Scaraffe
Scaraffe

Reputation: 5241

Using C# Timer to stop executing a Program

I want a program to stop executing for a certain amount of time. And i want this to happen in regular intervals. For example, i want a program to run for 5 minutes and then it should stop for 2 mintues and continue running for another 5 minutes after that. Is this possible with the C# Timer class?

Upvotes: 0

Views: 1619

Answers (5)

mughis
mughis

Reputation: 21

You can use Window.Forms.Timer to register a callback each 1000ms

        private int counter;
        void StartTimer()
        {
            counter = 0;
            Timer timer = new Timer();
            timer.Interval = 1000;
            timer.Enabled = true;
            timer.Tick += Timer_Tick;
        }

In the event function simply increment a global counter variable that executes when a condition fulfills


        private void Timer_Tick(object sender, EventArgs e)
        {
            counter++;
        }

Upvotes: 0

Codesleuth
Codesleuth

Reputation: 10541

If this is a Windows Forms application, you might want to consider moving this into a threaded execution model. You can do this using either the BackgroundWorker control, thread pooling with the ThreadPool class, asynchronous methods Begin and End (such as Stream.BeginWrite), or by manually handling the thread yourself (bit more complex).

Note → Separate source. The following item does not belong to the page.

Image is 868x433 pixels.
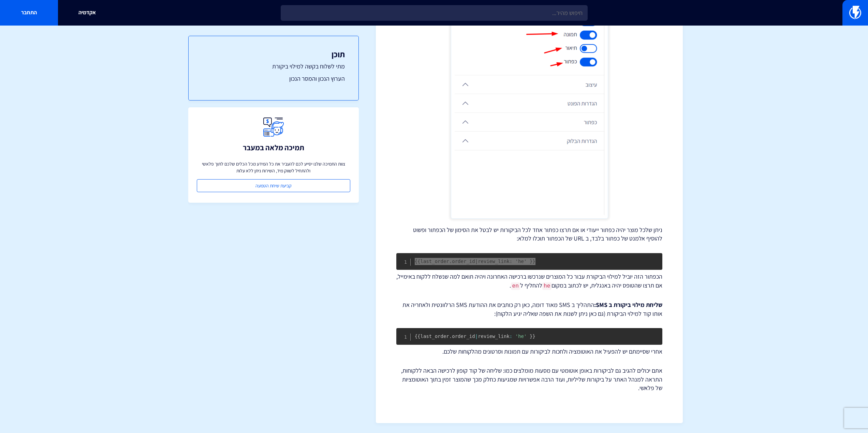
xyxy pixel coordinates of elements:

A BackgroundWorker will provide the easiest form of development by allowing you to handle events for the asynchronous code, and update a progress bar or label to show the current state of the execution. This will allow you to use Thread.Sleep without the system warning the user that the application has hung.

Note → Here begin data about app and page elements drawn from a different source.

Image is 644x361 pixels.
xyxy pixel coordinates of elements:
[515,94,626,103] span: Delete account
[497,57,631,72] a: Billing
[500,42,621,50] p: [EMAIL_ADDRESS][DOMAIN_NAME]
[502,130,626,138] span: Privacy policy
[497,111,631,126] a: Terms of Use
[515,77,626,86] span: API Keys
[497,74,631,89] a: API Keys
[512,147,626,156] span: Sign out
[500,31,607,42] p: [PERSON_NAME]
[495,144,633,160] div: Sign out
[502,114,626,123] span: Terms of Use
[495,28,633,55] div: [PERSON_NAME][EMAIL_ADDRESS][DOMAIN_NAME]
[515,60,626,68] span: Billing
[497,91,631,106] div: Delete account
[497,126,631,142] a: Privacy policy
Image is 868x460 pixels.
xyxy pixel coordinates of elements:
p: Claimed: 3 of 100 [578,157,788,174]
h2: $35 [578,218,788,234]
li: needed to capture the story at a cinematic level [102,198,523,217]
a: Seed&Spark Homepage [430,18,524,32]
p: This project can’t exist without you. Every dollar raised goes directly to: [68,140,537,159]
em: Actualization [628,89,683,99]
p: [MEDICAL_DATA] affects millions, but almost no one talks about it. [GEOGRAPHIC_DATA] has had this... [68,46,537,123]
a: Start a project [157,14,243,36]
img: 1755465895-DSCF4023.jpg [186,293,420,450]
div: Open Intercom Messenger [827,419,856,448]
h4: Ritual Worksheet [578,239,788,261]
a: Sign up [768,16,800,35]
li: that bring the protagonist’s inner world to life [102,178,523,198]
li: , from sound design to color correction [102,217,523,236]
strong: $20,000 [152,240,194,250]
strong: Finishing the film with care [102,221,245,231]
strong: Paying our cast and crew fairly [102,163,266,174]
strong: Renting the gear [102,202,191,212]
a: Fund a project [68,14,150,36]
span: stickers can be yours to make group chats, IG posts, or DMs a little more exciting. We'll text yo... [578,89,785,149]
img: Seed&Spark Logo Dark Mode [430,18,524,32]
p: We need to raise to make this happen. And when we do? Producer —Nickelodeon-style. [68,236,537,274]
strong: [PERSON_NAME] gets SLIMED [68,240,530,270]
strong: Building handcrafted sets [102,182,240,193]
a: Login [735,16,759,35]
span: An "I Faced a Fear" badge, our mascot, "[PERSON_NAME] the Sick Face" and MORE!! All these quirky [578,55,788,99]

Basically, in Windows Forms development you should be using some form of threading to handle long executions.

Upvotes: 0

Neil Barnwell
Neil Barnwell

Reputation: 42165

I'm not sure this is desirable behaviour, so if you update your question you might get a better answer than this.

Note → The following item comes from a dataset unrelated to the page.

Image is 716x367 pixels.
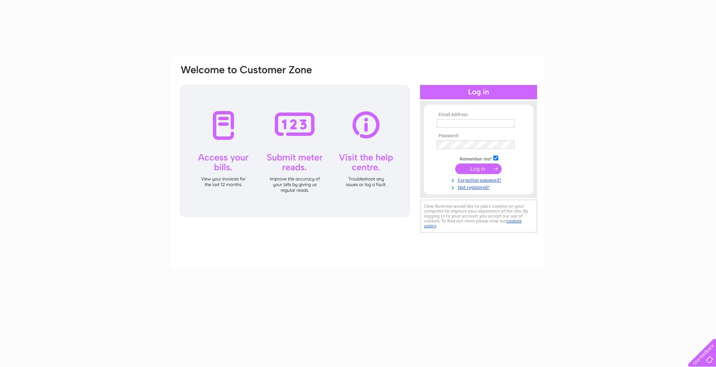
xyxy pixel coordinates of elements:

You can use a timer that does little more than toggle a variable (e.g. bool). If that bool is used by the application, then you can use it to control whether the application is "running".

I'm suggesting this instead of Thread.Sleep() because at least your application is still responsive. If you want to pause a non-UI thread, then Thread.Sleep() will suffice, but don't call Thread.Sleep() on the UI thread, even with very short durations.

Upvotes: 1

RvdK
RvdK

Reputation: 19800

As previous answer say: what is 'stop'? The user can't use the program for 2 minutes? If so you could pop a modal dialog (with text) and the user can't close it.

Upvotes: 0

Agent_9191
Agent_9191

Reputation: 7253

You're looking for Thread.Sleep() passing in the number of milliseconds to pause execution for.